I’m old enough to remember that when you wanted to see a summer movie you had to go to a movie theater. Now you can hit Broadway for a musicalized “experience” based on IP of years past: Shrek, Ghost, Urban Cowboy, Legally Blonde, etc. Flying in from the West End (which never met a movie it didn’t love to adapt) we now have Back to the Future at the Winter Garden. I saw a preview of director Robert Zemeckis’ smash hit in 1985 and confidently proclaimed the Steven Spielberg production an instant classic. After my snap judgment was vindicated the world over Zemeckis and Bob Gale received one of its four Oscar nominations for their deft, rambunctious screenplay, two sequels were spawned (both much better than I recalled, as my family sat down with the trilogy for a pandemic rewatch), and Back to the Future: The Ride entertained guests at Universal’s theme parks for decades. And so, 38 years later, we’ve come to the theater, where aging properties go not to die, but to sing.
Onboard are Gale, writing the book, and composer Alan Silvestri, whose brassy themes turbocharge the movie (he and Glen Ballard, of the Ghost and Jagged Little Pill musicals, collaborated on the music and lyrics). Unless you’ve been hiding in Doc Brown’s garage since the Reagan years you know how the story goes (the 1985 and 1955 time periods are retained), and Gale has made a few tweaks to it, changing a plot point or two (the Libyan terrorists who gum up the time-travel works for Doc and Marty McFly are gone) and adding some minor characters for a referential laugh (like an “Uncle Huey”). Mr. Lewis’ two songs, the Oscar-nominated chart-topper “The Power of Love” and “Back in Time,” are present and accounted for at the climax and encore, and there is a spirited performance of “Johnny B. Goode” as the show gears up for its conclusion. The trouble is there are about 18 less noteworthy songs behind them, making the Chuck Berry number, a high point of the crossed-generations comedy, anticlimactic.
That said there aren’t too many movies-into-musicals songs that linger in the memory once the show’s over, and these are par for the course, giving everyone a voice. There’s a song for Goldie, the future mayor (“Gotta Start Somewhere”), a song for Biff, the bad guy, and his hooligans (“It’s Only a Matter of Time”), a song for Jennifer, Marty’s girl (“Deep Diving”), and so forth. None of them deepen the characterizations, but, fine. The big question is how closely will the stage performers hit the marks established by the film actors, and how will they deviate? Frizzy-haired Casey Likes, the star of last season’s short-lived simulacrum of Almost Famous, is no Michael J. Fox, but he finds what warmth and heart he can in a very busy turn as Marty. As George, his hapless dad, Olivier nominee Hugh Coles goes all in on Crispin Glover, and more, pretty much barking like a seal in times of stress. The show-stopper, however, is Roger Bart as Doc Brown; Bart was in the musicals of The Producers and Young Frankenstein, and he brings a Mel Brooks-ian mania to the part, a successful departure from Christopher Lloyd’s iconic portrayal. So exuberant that Doc comes with his own multipurpose chorus line (a silly “musical” bit of business that works) Bart establishes a strong, patter-filled bond with Likes and brings the show close to its all-important 88 MPH.

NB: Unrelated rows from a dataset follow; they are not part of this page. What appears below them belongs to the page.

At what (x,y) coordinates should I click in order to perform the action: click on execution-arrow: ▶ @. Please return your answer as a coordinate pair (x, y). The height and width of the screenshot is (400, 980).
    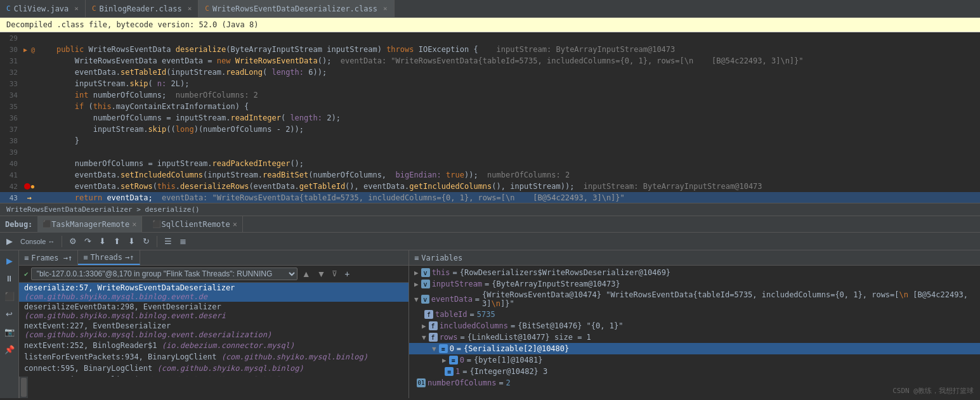
    Looking at the image, I should click on (29, 49).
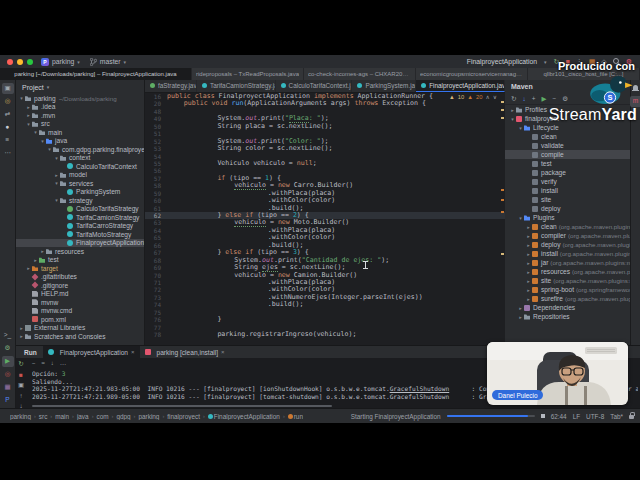  I want to click on up-icon: ↑, so click(20, 396).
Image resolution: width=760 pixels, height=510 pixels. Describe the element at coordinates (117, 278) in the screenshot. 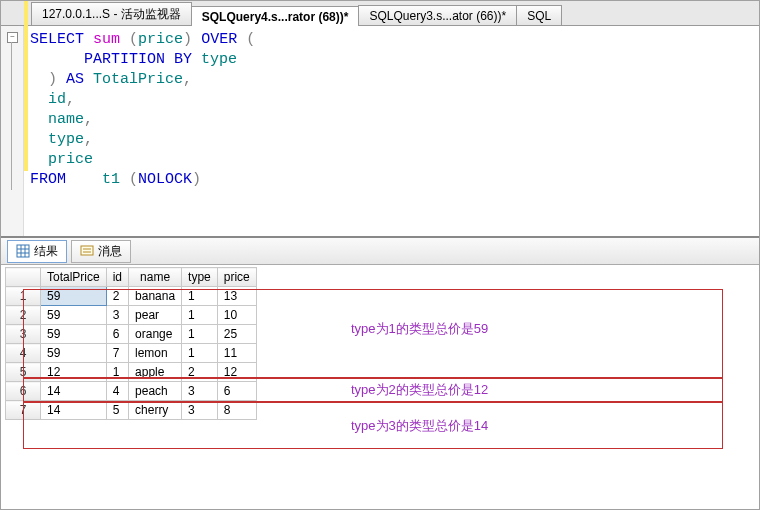

I see `col-id: id` at that location.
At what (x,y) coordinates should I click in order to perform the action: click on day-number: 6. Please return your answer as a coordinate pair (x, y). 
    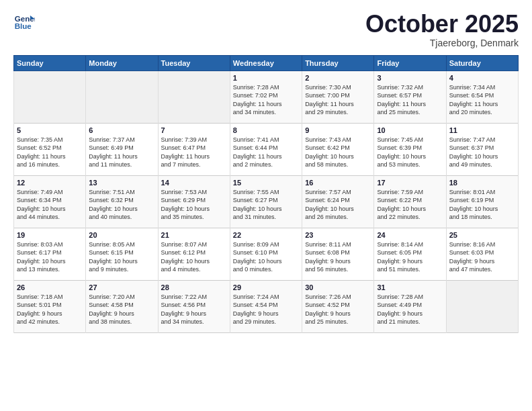
    Looking at the image, I should click on (122, 130).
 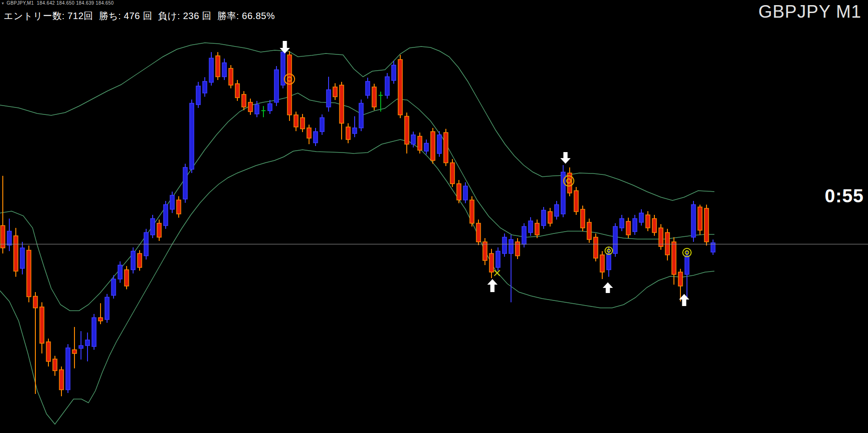 What do you see at coordinates (57, 4) in the screenshot?
I see `symbol-ohlc-info: ▼GBPJPY,M1 184.642 184.650 184.639 184.6…` at bounding box center [57, 4].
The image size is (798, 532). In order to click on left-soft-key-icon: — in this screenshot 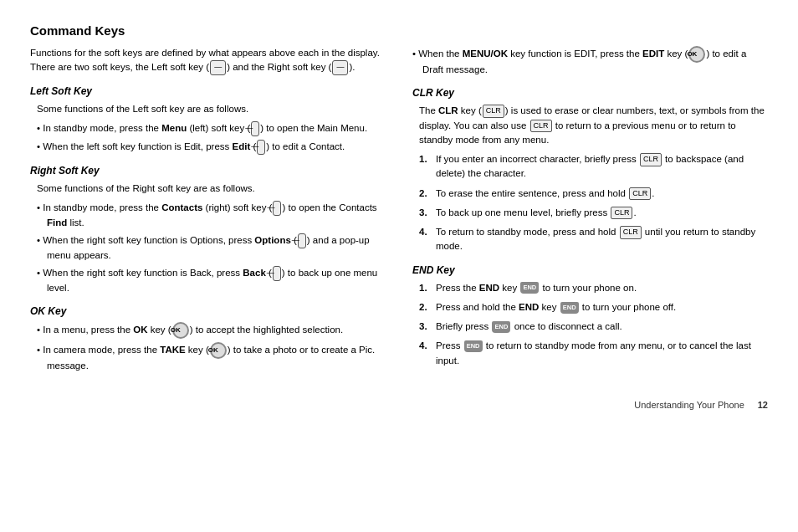, I will do `click(217, 68)`.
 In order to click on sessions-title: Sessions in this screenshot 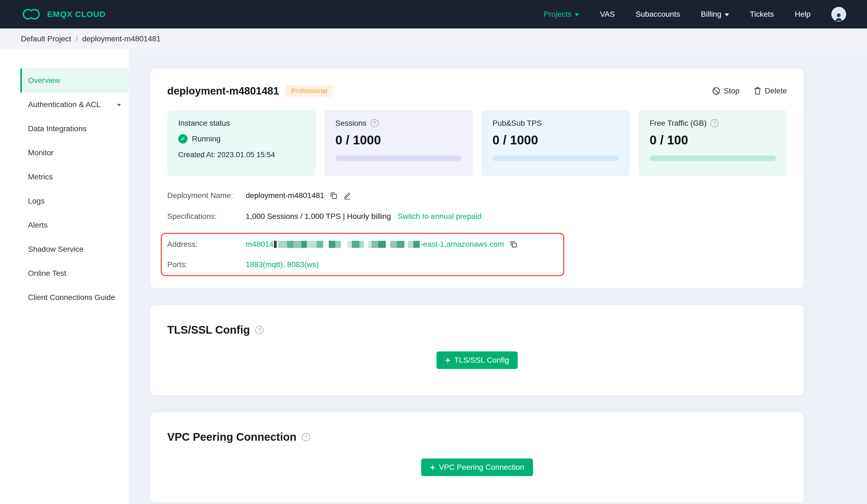, I will do `click(351, 123)`.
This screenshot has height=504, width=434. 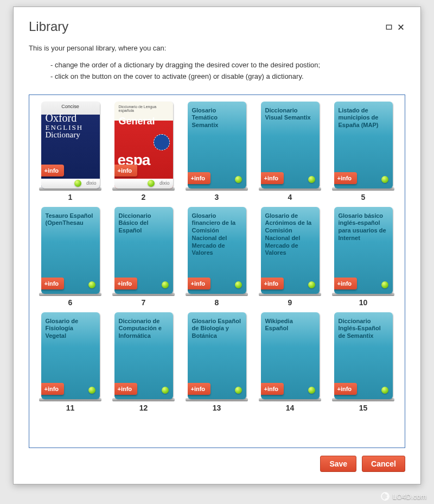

Bringing it closer is what we’ve really come to see, the DeLorean time machine in action. Move over, Chitty Chitty Bang Bang–the car is the star here, now with voice activation and the power to levitate over the stage and fly into the audience. My 12-year-old son was transfixed by the spectacle, and so was I. With Silvestri’s film score setting the pace the show, directed with traffic cop precision by John Rando, can drop the song-and-dance pretense and focus on wowing us with elaborate setpieces, from some of the most talented technicians in London: Tim Hatley (scenic and costume design), Tim Lutkin and Hugh Vanstone (lighting design), Finn Ross (video design), Gareth Owen (sound design), Chris Fisher (illusions), and TwinsFX (the diva DeLorean). Design reminiscent of a firing engine extends into the theater, and all systems are go when the vehicle is driving the show. If Back to the Future was an original concept for the stage it might win the lion’s share of the awards and run forever. But it isn’t, and for all the ingenuity that went into bringing it onto the stage a show that declares “where we’re going we don’t need roads” sticks a little too closely to the tried-and-true template for adaptations.